Jane Chong on Lawfare tries to use two myths about Trump to explain his stubborn popularity:
Let’s start with the more familiar first myth: that Trump tells it straight. Perversely, Trump’s inability to control his tongue or his tweets has helped foster the illusion that does not shrink from the truth, however inconvenient or politically incorrect that truth. Never mind that, according to every fact-checker out there, his dishonesty is off the charts. He is willing to say legally and morally unjustifiable things, the thinking goes, but that just attests to his honesty; only a candid candidate unafraid of prevailing social and political mores would give voice to such positions.
The second, lesser-memed myth, that Trump will do what it takes, works much the same way. His eagerness to blame America’s security problems on supposed outsiders, from Mexicans to Muslims, and to propose impracticable, unlawful, morally unconscionable security “solutions”—from rounding up the children of undocumented immigrants to doing “a hell of a lot worse than waterboarding”—appeals to voters who believe this behavior suggests not a chemical imbalance or blatant disregard for the Constitution but courage. The very extremity of these ideas ostensibly reflects his willingness to make the hard choices that must be made to protect America.
And a willingness to blame the Other, rather than ourselves. From a food export policy that tends to ruin our neighbors’ farms to a corporate culture which fails to return the loyalty of workers to corporate interests, a lot of our pain is self-inflicted – if not always obvious. It reflects the American myth that we’re the select of God, and the simple minded belief that this makes us mistake-proof – when the real problem is that, if there is a God and he’s elevated the United States, well, think about it. Elevated.
It makes for a long way to fall when you disappoint.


■ **Task instructions**
An exact transcription of all the records below is required, without any images.

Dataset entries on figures
= Beginning of Section =

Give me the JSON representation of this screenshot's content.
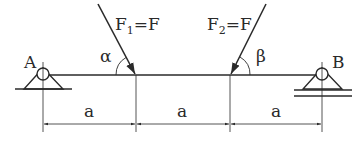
{
  "diagram": {
    "type": "beam-loading",
    "colors": {
      "line": "#2a2a2a",
      "background": "#ffffff"
    },
    "supports": {
      "left": {
        "label": "A",
        "kind": "pinned"
      },
      "right": {
        "label": "B",
        "kind": "roller"
      }
    },
    "forces": [
      {
        "label_main": "F",
        "label_sub": "1",
        "label_rest": "=F",
        "angle_label": "α"
      },
      {
        "label_main": "F",
        "label_sub": "2",
        "label_rest": "=F",
        "angle_label": "β"
      }
    ],
    "dimensions": [
      {
        "label": "a"
      },
      {
        "label": "a"
      },
      {
        "label": "a"
      }
    ]
  }
}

= End of Section =

■ **Written response**
Give me the JSON representation of this screenshot's content.
{
  "diagram": {
    "type": "beam-loading",
    "colors": {
      "line": "#2a2a2a",
      "background": "#ffffff"
    },
    "supports": {
      "left": {
        "label": "A",
        "kind": "pinned"
      },
      "right": {
        "label": "B",
        "kind": "roller"
      }
    },
    "forces": [
      {
        "label_main": "F",
        "label_sub": "1",
        "label_rest": "=F",
        "angle_label": "α"
      },
      {
        "label_main": "F",
        "label_sub": "2",
        "label_rest": "=F",
        "angle_label": "β"
      }
    ],
    "dimensions": [
      {
        "label": "a"
      },
      {
        "label": "a"
      },
      {
        "label": "a"
      }
    ]
  }
}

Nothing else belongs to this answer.